The institution's leadership had rejected recommendations for basic security measures, including bag checks and metal detectors, fearing that would create a divide between speakers and the audience, according to two sources who spoke with CNN.
The leadership also feared that it would change the culture at the institution, the sources said.
The two sources have direct knowledge of the security situation at the Chautauqua Institution and past recommendations and spoke to CNN on condition of anonymity because they were not authorized to speak publicly.
It's unclear whether the recommended measures would have prevented the attack on Rushdie based on the information released about the incident as of Friday evening. Authorities have not disclosed the type of weapon that was used in the attack.
There were no security searches or metal detectors at the event, a person who witnessed the attack told CNN. The witness is not being identified because they expressed concerns for their personal safety.
CNN reached out to the Chautauqua Institution and its leadership for comment but did not receive a response Friday.
Institution president Michael Hill defended his organization's security plans when asked during a news conference Friday whether there would be more precautions at future events.
"We assess for every event what we think the appropriate security level is, and this one was certainly one that we thought was important which is why we had a State Trooper and Sheriff presence there," Hill said.
"We will assess for each of the events at the Institution what we think the appropriate level of security is and that's an ongoing process that we work in concert with local law enforcement on."
Also injured Friday was Henry Reese, co-founder of the Pittsburgh nonprofit City of Asylum, who was scheduled to join Rushdie in a discussion, police said. He was taken to a hospital and treated for a facial injury and released.
Rushdie's writings have garnered several literary prizes, including the Booker Prize for his 1981 book, Midnight's Children. But it was his fourth novel "The Satanic Verses," that drew the greatest scrutiny as some Muslims found the book to be sacrilegious, and its publication in 1988 sparked public demonstrations.
The late Iranian leader Ayatollah Ruhollah Khomeini, who described the book as an insult to Islam and Prophet Mohammed, issued a religious decree, or fatwa, calling for Rushdie's death in 1989.
Authorities were at New Jersey home connected to suspect
The suspect in the attack was identified as Hadi Matar from Fairview, New Jersey, New York State Troop Commander Major Eugene J. Staniszewski said Friday evening during a news conference.
The attack occurred around 10:45 a.m. as Rushdie was being introduced, a witness told CNN. A man in a black shirt appeared to be "punching" the author. The witness, who was about 75 feet from the stage, did not hear the attacker say anything or see a weapon.
Another witness, Joyce Lussier, was sitting in the second row when she saw a man who "lurched across the stage and got right to Mr. Rushdie.
"He came in the left side and leapt across the stage and just lunged at him. In, I don't know, two seconds he was across that stage," Lussier said. She heard people screaming and crying and saw people from the audience rushing up to the stage, she said.
Matar, 24, allegedly stabbed Rushdie at least once in the neck and at least once in the abdomen, state police said. Staff and audience members rushed to the attacker and put him on the ground before a state trooper took him into custody, police said.
On Friday evening, police had blocked off the street to the New Jersey home believed connected to the suspect.
Iran's bounty was never lifted
Rushdie, the son of a successful Muslim businessman in India, was educated in England, first at Rugby School and later at the University of Cambridge where he received a master's degree in history.
After college, he began working as an advertising copywriter in London, before publishing his first novel, "Grimus" in 1975.
In 1989, as a result of the fatwa, Rushdie began a decade under British protection.
Rushdie told CNN in 1999 that the experience taught him "to value even more ... intensely the things that I valued before, such as the art of literature and the freedom of expression and the right to say things that other people don't like.
"It may have been an unpleasant decade, but it was the right fight, you know. It was fighting for the things that I most believe in against things I most dislike, which are bigotry and fanaticism and censorship."
The bounty against Rushdie has never been lifted, though in 1998 the Iranian government sought to distance itself from the fatwa by pledging not to seek to carry it out.
Despite that, Iran's Supreme Leader Ayatollah Ali Khamenei recently reaffirmed the religious edict.
In February 2017, on Khamenei's official website, the supreme leader was asked if the "fatwa against Rushdie was still in effect," to which Khamenei confirmed it was, saying, "The decree is as Imam Khomeini issued."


## Work item
Copy out the data below verbatim.

** Listed records follows **

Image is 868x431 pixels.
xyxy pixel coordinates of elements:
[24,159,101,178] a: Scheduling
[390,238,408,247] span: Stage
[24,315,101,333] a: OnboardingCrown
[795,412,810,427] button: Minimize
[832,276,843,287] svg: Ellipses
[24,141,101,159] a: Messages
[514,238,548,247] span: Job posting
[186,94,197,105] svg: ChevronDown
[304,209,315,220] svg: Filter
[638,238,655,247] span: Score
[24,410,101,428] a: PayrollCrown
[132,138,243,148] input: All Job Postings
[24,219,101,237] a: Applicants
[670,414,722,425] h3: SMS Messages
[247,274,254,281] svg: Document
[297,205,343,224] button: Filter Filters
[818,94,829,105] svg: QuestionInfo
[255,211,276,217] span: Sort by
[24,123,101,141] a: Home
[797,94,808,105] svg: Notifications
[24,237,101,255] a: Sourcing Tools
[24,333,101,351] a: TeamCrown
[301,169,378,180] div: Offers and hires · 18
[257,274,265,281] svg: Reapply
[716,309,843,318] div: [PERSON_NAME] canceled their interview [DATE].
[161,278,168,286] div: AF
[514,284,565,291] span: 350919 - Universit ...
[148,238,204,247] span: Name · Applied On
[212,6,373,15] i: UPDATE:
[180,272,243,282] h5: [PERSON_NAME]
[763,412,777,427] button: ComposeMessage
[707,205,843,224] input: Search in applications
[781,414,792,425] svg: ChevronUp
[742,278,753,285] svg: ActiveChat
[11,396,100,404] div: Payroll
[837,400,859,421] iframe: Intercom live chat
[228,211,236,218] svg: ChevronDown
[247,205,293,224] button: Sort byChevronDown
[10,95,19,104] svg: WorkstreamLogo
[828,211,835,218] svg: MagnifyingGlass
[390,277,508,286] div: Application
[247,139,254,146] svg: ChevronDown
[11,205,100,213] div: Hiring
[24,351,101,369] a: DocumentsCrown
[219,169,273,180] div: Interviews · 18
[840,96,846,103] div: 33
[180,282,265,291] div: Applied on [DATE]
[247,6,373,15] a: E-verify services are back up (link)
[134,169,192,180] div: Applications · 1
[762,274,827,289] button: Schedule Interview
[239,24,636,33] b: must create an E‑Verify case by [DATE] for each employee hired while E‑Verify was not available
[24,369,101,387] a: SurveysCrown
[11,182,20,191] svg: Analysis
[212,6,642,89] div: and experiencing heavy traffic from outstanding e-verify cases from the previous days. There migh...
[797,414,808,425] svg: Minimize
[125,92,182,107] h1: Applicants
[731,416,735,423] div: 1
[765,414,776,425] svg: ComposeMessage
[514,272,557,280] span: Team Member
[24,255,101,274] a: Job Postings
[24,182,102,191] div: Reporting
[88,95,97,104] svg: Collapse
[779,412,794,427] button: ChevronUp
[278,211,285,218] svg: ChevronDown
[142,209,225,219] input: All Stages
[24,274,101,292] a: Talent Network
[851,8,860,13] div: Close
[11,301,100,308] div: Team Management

** End of Listed records **

## Exercise output
Image is 868x431 pixels.
xyxy pixel coordinates of elements:
[24,159,101,178] a: Scheduling
[390,238,408,247] span: Stage
[24,315,101,333] a: OnboardingCrown
[795,412,810,427] button: Minimize
[832,276,843,287] svg: Ellipses
[24,141,101,159] a: Messages
[514,238,548,247] span: Job posting
[186,94,197,105] svg: ChevronDown
[304,209,315,220] svg: Filter
[638,238,655,247] span: Score
[24,410,101,428] a: PayrollCrown
[132,138,243,148] input: All Job Postings
[24,219,101,237] a: Applicants
[670,414,722,425] h3: SMS Messages
[247,274,254,281] svg: Document
[297,205,343,224] button: Filter Filters
[818,94,829,105] svg: QuestionInfo
[255,211,276,217] span: Sort by
[24,123,101,141] a: Home
[797,94,808,105] svg: Notifications
[24,237,101,255] a: Sourcing Tools
[24,333,101,351] a: TeamCrown
[301,169,378,180] div: Offers and hires · 18
[257,274,265,281] svg: Reapply
[716,309,843,318] div: [PERSON_NAME] canceled their interview [DATE].
[161,278,168,286] div: AF
[514,284,565,291] span: 350919 - Universit ...
[148,238,204,247] span: Name · Applied On
[212,6,373,15] i: UPDATE:
[180,272,243,282] h5: [PERSON_NAME]
[763,412,777,427] button: ComposeMessage
[707,205,843,224] input: Search in applications
[781,414,792,425] svg: ChevronUp
[742,278,753,285] svg: ActiveChat
[11,396,100,404] div: Payroll
[837,400,859,421] iframe: Intercom live chat
[228,211,236,218] svg: ChevronDown
[247,205,293,224] button: Sort byChevronDown
[10,95,19,104] svg: WorkstreamLogo
[828,211,835,218] svg: MagnifyingGlass
[390,277,508,286] div: Application
[247,139,254,146] svg: ChevronDown
[11,205,100,213] div: Hiring
[24,351,101,369] a: DocumentsCrown
[219,169,273,180] div: Interviews · 18
[840,96,846,103] div: 33
[180,282,265,291] div: Applied on [DATE]
[247,6,373,15] a: E-verify services are back up (link)
[134,169,192,180] div: Applications · 1
[762,274,827,289] button: Schedule Interview
[239,24,636,33] b: must create an E‑Verify case by [DATE] for each employee hired while E‑Verify was not available
[24,369,101,387] a: SurveysCrown
[11,182,20,191] svg: Analysis
[212,6,642,89] div: and experiencing heavy traffic from outstanding e-verify cases from the previous days. There migh...
[797,414,808,425] svg: Minimize
[125,92,182,107] h1: Applicants
[731,416,735,423] div: 1
[765,414,776,425] svg: ComposeMessage
[514,272,557,280] span: Team Member
[24,255,101,274] a: Job Postings
[24,182,102,191] div: Reporting
[88,95,97,104] svg: Collapse
[779,412,794,427] button: ChevronUp
[278,211,285,218] svg: ChevronDown
[142,209,225,219] input: All Stages
[24,274,101,292] a: Talent Network
[851,8,860,13] div: Close
[11,301,100,308] div: Team Management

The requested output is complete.